Monk’s Tale, The. Geoffrey Chaucer (ca. 1373–1386). Encyclopedia of Medieval Literature

CHAUCER’s Monk’s Tale is one of the lesser-known
CANTERBURY TALES. It takes the form of a series of
vignettes illustrating the fall of important figures
in history, beginning with Lucifer and Adam, and
extending through 15 more notables from biblical
or classical times, or in a few cases from nearcontemporaries, like Pedro the Cruel, king of
Castile (d. 1369), and Ugolino of Pisa (d. 1289).
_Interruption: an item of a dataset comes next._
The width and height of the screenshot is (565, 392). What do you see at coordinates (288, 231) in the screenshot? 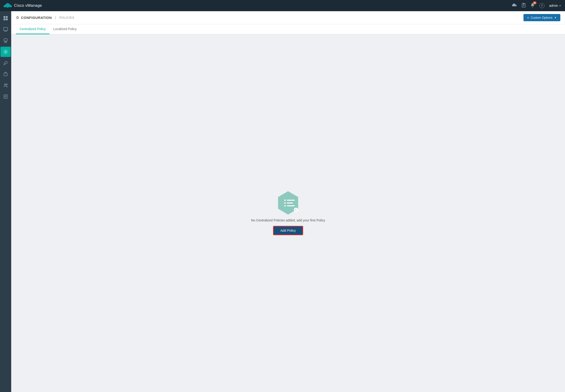
I see `add-policy-button: Add Policy` at bounding box center [288, 231].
The stories range from one stanza for Lucifer or
Adam to 16 in the case of Zenobia, third-century
queen of Palmyra. The point of the stories is to illustrate the power of Fortune in human affairs
and, at least implicitly, to remind the reader that
the only true stability lies not in this world but in
the world to come.
Such collections were popular in the Middle
Ages. Chaucer’s was inspired chiefly by B
OCCACCIO’s Latin text De Casibus Virorum Illustrium (The
Fall of Illustrious Men
), and in the 15th century the
English poet John L
YDGATE wrote a poem of 36,000
lines on the subject called
The Fall of Princes. It
seems likely that Chaucer was also drawing on a
section of the
ROMAN DE LA ROSE, wherein Reason
condemns Fortune for her role in the downfall of a
number of historical personages.
A number of scholars have suggested that
The
Monk’s Tale
is an early work, from the early 1370s,
after Chaucer’s first Italian journey (1372–73). The
stories of some of the contemporary figures cannot have been written before 1385, but it has been
suggested that Chaucer added them when he revised the earlier poem to include among the
Canterbury Tales. However, since he does not mention
the collection when he lists his own works in the
prologue to
The Legend of Good Women, and since
the influence of Boccaccio doesn’t become pervasive in his poetry until after his second visit to Italy
in 1378, some have argued that Chaucer wrote
The
Monk’s Tale
later, even while he was beginning the
Canterbury Tales.
The tale ends when the Knight interrupts the
Monk, saying he has had enough of the gloomy
stories (the Monk has said that he has 100 such
stories to tell, and the threat of that many more
seems too much for the Knight). The Host agrees
that the tales are monotonous, and many readers
have likely concurred. However, the individual
short narratives with which Chaucer is experimenting in
The Monk’s Tale are often quite powerful in their brevity. The collection is also
interesting as an illustration of the medieval concept of tragedy, which is quite different from the
classical sense. As the Monk explains:
Tragedie is to seyn a certeyn storie,
. . .
Of hym that stood in greet prosperitee
And is yfallen out of heigh degree
Into myserie, and endeth wrecchedly.
(Benson 1987, 241, ll. 1973–77)
That is, tragedy is defined as a fall from prosperity,
through the whims of Fortune—something outside of human control.
Of interest, as well, is the stanza used in
The
Monk’s Tale:
a stanza of six decasyllabic (10-syllable) lines rhyming ababbcbc—it is a form that
Chaucer uses nowhere else in his narrative poetry,
and may be utilized here specifically because the

couplet in the middle of the stanza suggests the
high point of Fortune’s wheel, and the end of the
stanza falls off from its climax as Fortune’s wheel
turns down from its height.
Bibliography
Benson, Larry, et al. The Riverside Chaucer. 3rd ed.
Boston: Houghton Mifflin, 1987.
Knight, Stephen, et al. “Colloquium: The Monk’s
Tale,”
Studies in the Age of Chaucer 22 (2000):
379–440.
Ruud, Jay. “ ‘In Meetre in Many a Sondry Wyse’: Fortune’s Wheel and
The Monk’s Tale,” English Language Notes 26 (1989): 6–11.